Page 1 of Marrying the Nanny

Chapter One

Emma Wright was used to being ignored and preferred it, but it was hard to go unnoticed while escorting the aptly named “Storm.”

Storm exercised her healthy lungs, earning them hostile glares as they were shown through the litigious hallways of Who’s-It and What’s-His-Nuts. The receptionist left them in a small boardroom, giving an eyeroll that Emma caught through the window as the woman closed the door.

How dare the bellows of a fussy baby disturb the paralegals doing important probate work for dead people? Emma was only responsible for the survival of this tiny live human, but whatever.

With a grateful sigh, Emma let the nappy bag slide off her shoulder, then unstrapped Storm from the car seat clipped to the pram. She snuggled Storm against her shoulder, trying to placate her with the flannel of her blankie against her cheek. She used a soft voice and put a gentle bounce in her step, but Storm remained a knotted bundle of fury. Her little body quivered in rage, and each of her rasping wails could have stripped the paint off the walls.

Emma’s heart locked up with helplessness. Until Wilf and Tiffany’s departure five days ago, Storm had been cuter than a bug’s bum, alert and full of smiles, offering angelic blinks of her big blue eyes framed in downy blond lashes. She was getting the hang of sitting up and was quick to grab anything and shove it into her toothless mouth.

Anything but a dummy, of course. The fact she wouldn’t take a pacifier was proving highly inconvenient, especially now that things had taken such a dark turn. For both of them.

Emma paced anxiously to the window and rubbed Storm’s back, swaying her hips and promising everything would be okay.

Storm wouldn’t be lied to. She tangled a few of Emma’s stray hairs in her clenched fist, causing a sting that brought tears to Emma’s eyes.

“You’re right, you’re right,” Emma soothed, prying her hair loose and smoothing it back toward her ponytail. She lifted her gaze to the bleak day, so different from the fine blues and greens she would have seen back home.

It was the first of April. Her anniversary.

Or would have been.

That’s what you get for marrying on April Fool’s Day. Angry humiliation washed over her afresh, but Storm didn’t allow her to wallow in self-pity. She paused to catch her breath, lifting her head to give Emma a forsaken frown.

“I know, love.” Emma tightened her arms around her and whispered into her hair. “Do you see the plane? It’s taking off.”

Storm looked out the window for about one second, then drooped her head against Emma’s neck and began to sob again, heavy as a sack of wet laundry.

Emma didn’t blame her. Storm had lost her parents in one of those small planes two days ago. She wasn’t old enough to understand it, but Emma was certain that, deep down, Storm knew they weren’t coming back.

That’s why Emma was fine with holding this stone’s worth of wretchedness even though her arms ached and her ears rang.

Maybe she was even clinging to the baby for the same reason Storm clung so tightly to her. Trepidation had dug its claws into Emma’s vitals the moment she had heard the news. Now she’d been summoned out of Raven’s Cove. Where would she go if not back there with Storm?

Where would Storm go? A foster home?

Emma’s heart juddered as she searched the rain-washed streets, not encouraged by the sturdy brick façades, wrought-iron gates, and cheery hanging baskets struggling to push out early blooms. Storm belonged with her. Surely she could convince them of that, whoever “they” were.

She would stay in Canada if that’s what it took. Happily. In many ways, BC reminded her of home, especially here in Victoria with its stamp of English colonialism. The city was perched on the bottom of Vancouver Island, not unlike her hometown of Nelson on the northern tip of New Zealand’s South Island.

She didn’t mind that she was in upside-down world here, where the sea was slate, not turquoise, and the trees were needle sharp instead of lush and frondy.

Where she had a baby and no husband instead of a husband and no baby.

For how long, though?

The door opened.

Emma turned and tried to find a weak smile for the middle-aged man who entered.

Storm stopped crying, tears on her cheeks, while she studied the new arrival. Not who she wanted. She dropped her head onto Emma’s shoulder hard enough for the tonk to reverberate through Emma’s collarbone.

“Oh, Storm.” Emma almost started crying herself. She rubbed her thumb on Storm’s brow where she thought they’d connected while Storm bellowed in fresh pain.

“Dennis Listle.” The man introduced himself with a pained smile. “Wilf’s lawyer.”

Emma knew that tense look. Control that baby.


### [ABOUT THIS TASK]
From the entries that follow, extract each line holding the string "legend".

▶

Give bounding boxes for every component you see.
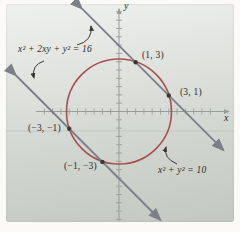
point-label-1-3: (1, 3) bbox=[142, 50, 164, 61]
circle-equation-label: x² + y² = 10 bbox=[158, 165, 206, 176]
intersection-dot-neg3-neg1 bbox=[67, 127, 71, 131]
leader-arrow-to-lower-line bbox=[33, 61, 44, 78]
intersection-dot-neg1-neg3 bbox=[100, 160, 104, 164]
y-axis-label: y bbox=[124, 0, 129, 11]
tangent-line-upper bbox=[82, 9, 224, 151]
point-label-neg1-neg3: (−1, −3) bbox=[64, 161, 97, 172]
figure-page: y x x² + 2xy + y² = 16 x² + y² = 10 (1, … bbox=[0, 0, 240, 232]
graph-svg bbox=[0, 0, 240, 232]
x-axis-label: x bbox=[224, 112, 229, 123]
intersection-dot-3-1 bbox=[167, 93, 171, 97]
point-label-neg3-neg1: (−3, −1) bbox=[28, 123, 61, 134]
leader-arrow-to-upper-line bbox=[77, 26, 91, 45]
tangent-line-lower bbox=[16, 76, 161, 221]
leader-arrow-to-circle bbox=[165, 147, 177, 164]
point-label-3-1: (3, 1) bbox=[180, 87, 202, 98]
intersection-dot-1-3 bbox=[133, 60, 137, 64]
line-equation-label: x² + 2xy + y² = 16 bbox=[18, 44, 92, 55]
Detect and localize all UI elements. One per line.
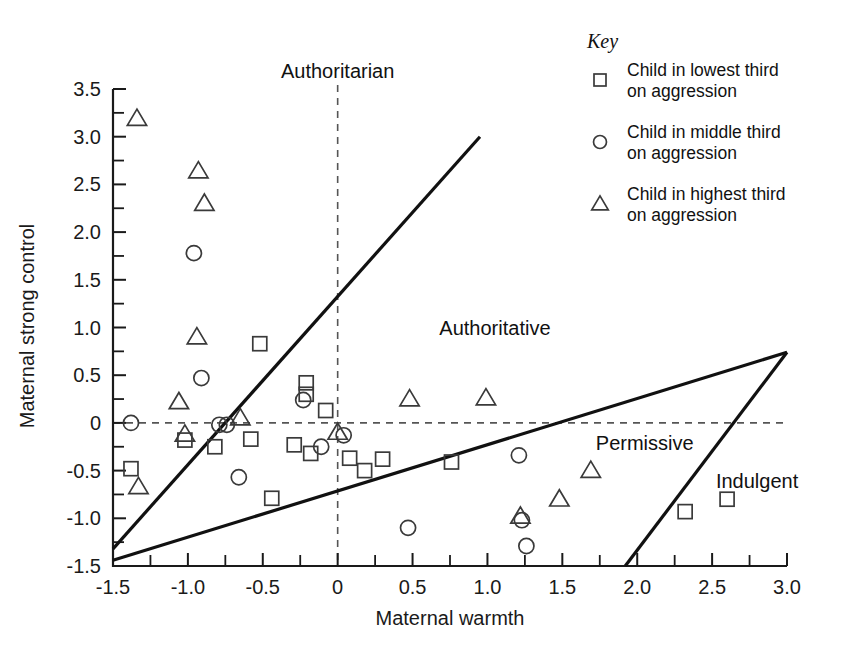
y-tick-label: 2.5	[73, 173, 101, 195]
x-tick-label: 0	[332, 576, 343, 598]
key-entry-line2: on aggression	[627, 205, 737, 225]
y-tick-label: 3.0	[73, 126, 101, 148]
key-entry-line1: Child in middle third	[627, 122, 781, 142]
y-tick-label: -1.5	[67, 555, 101, 577]
region-label-indulgent: Indulgent	[716, 470, 799, 492]
x-tick-label: 1.5	[548, 576, 576, 598]
y-tick-label: 1.0	[73, 317, 101, 339]
y-tick-label: 0	[90, 412, 101, 434]
x-tick-label: 2.5	[698, 576, 726, 598]
y-tick-label: 0.5	[73, 364, 101, 386]
y-axis-title: Maternal strong control	[16, 224, 38, 429]
x-tick-label: 3.0	[773, 576, 801, 598]
parenting-styles-scatter-figure: -1.5-1.0-0.500.51.01.52.02.53.03.5-1.5-1…	[0, 0, 867, 661]
region-label-authoritative: Authoritative	[439, 317, 550, 339]
x-tick-label: 0.5	[399, 576, 427, 598]
key-entry-line2: on aggression	[627, 143, 737, 163]
y-tick-label: 2.0	[73, 221, 101, 243]
x-axis-title: Maternal warmth	[376, 607, 525, 629]
y-tick-label: 3.5	[73, 78, 101, 100]
key-title: Key	[586, 30, 618, 53]
key-entry-line1: Child in highest third	[627, 184, 786, 204]
y-tick-label: -0.5	[67, 460, 101, 482]
region-label-permissive: Permissive	[596, 432, 694, 454]
x-tick-label: -0.5	[246, 576, 280, 598]
y-tick-label: 1.5	[73, 269, 101, 291]
chart-canvas: -1.5-1.0-0.500.51.01.52.02.53.03.5-1.5-1…	[0, 0, 867, 661]
x-tick-label: 2.0	[623, 576, 651, 598]
x-tick-label: -1.5	[96, 576, 130, 598]
key-entry-line1: Child in lowest third	[627, 60, 779, 80]
x-tick-label: -1.0	[171, 576, 205, 598]
x-tick-label: 1.0	[474, 576, 502, 598]
key-entry-line2: on aggression	[627, 81, 737, 101]
y-tick-label: -1.0	[67, 507, 101, 529]
region-label-authoritarian: Authoritarian	[281, 60, 394, 82]
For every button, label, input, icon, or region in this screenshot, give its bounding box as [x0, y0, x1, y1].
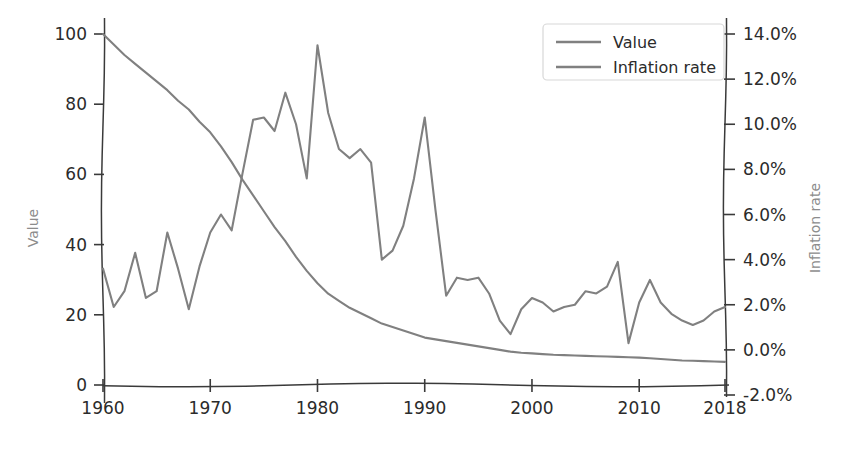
- x-tick-label: 1960: [81, 398, 124, 418]
- right-tick-label: 2.0%: [743, 295, 786, 315]
- right-tick-label: 12.0%: [743, 69, 797, 89]
- left-tick-label: 60: [65, 164, 87, 184]
- x-tick-label: 1970: [189, 398, 232, 418]
- right-tick-label: 6.0%: [743, 205, 786, 225]
- chart-canvas: 020406080100 -2.0%0.0%2.0%4.0%6.0%8.0%10…: [0, 0, 844, 454]
- left-axis-spine: [101, 18, 104, 403]
- x-tick-label: 1980: [296, 398, 339, 418]
- chart-figure: 020406080100 -2.0%0.0%2.0%4.0%6.0%8.0%10…: [0, 0, 844, 454]
- right-tick-label: 0.0%: [743, 340, 786, 360]
- series-lines: [103, 34, 725, 362]
- left-tick-label: 100: [55, 24, 87, 44]
- left-tick-label: 0: [76, 375, 87, 395]
- right-tick-label: 4.0%: [743, 250, 786, 270]
- legend-entry-label: Value: [613, 33, 657, 52]
- bottom-axis-spine: [103, 383, 729, 387]
- right-axis-title: Inflation rate: [807, 183, 823, 273]
- series-line-value: [103, 34, 725, 362]
- right-tick-label: 8.0%: [743, 159, 786, 179]
- x-tick-label: 2018: [703, 398, 746, 418]
- x-tick-label: 1990: [403, 398, 446, 418]
- left-axis-ticks: 020406080100: [55, 24, 104, 395]
- left-tick-label: 40: [65, 235, 87, 255]
- axis-titles: ValueInflation rate: [25, 183, 823, 273]
- left-tick-label: 80: [65, 94, 87, 114]
- left-axis-title: Value: [25, 209, 41, 247]
- x-tick-label: 2000: [510, 398, 553, 418]
- right-axis-ticks: -2.0%0.0%2.0%4.0%6.0%8.0%10.0%12.0%14.0%: [724, 24, 797, 405]
- right-tick-label: -2.0%: [743, 385, 792, 405]
- right-tick-label: 14.0%: [743, 24, 797, 44]
- series-line-inflation-rate: [103, 45, 725, 343]
- x-axis-ticks: 1960197019801990200020102018: [81, 379, 746, 418]
- left-tick-label: 20: [65, 305, 87, 325]
- x-tick-label: 2010: [618, 398, 661, 418]
- chart-legend[interactable]: ValueInflation rate: [543, 24, 724, 80]
- right-tick-label: 10.0%: [743, 114, 797, 134]
- legend-entry-label: Inflation rate: [613, 58, 716, 77]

◀

### [YOUR RESPONSE]
- legend-entry-label: Value: [613, 33, 657, 52]
- chart-legend[interactable]: ValueInflation rate: [543, 24, 724, 80]
- legend-entry-label: Inflation rate: [613, 58, 716, 77]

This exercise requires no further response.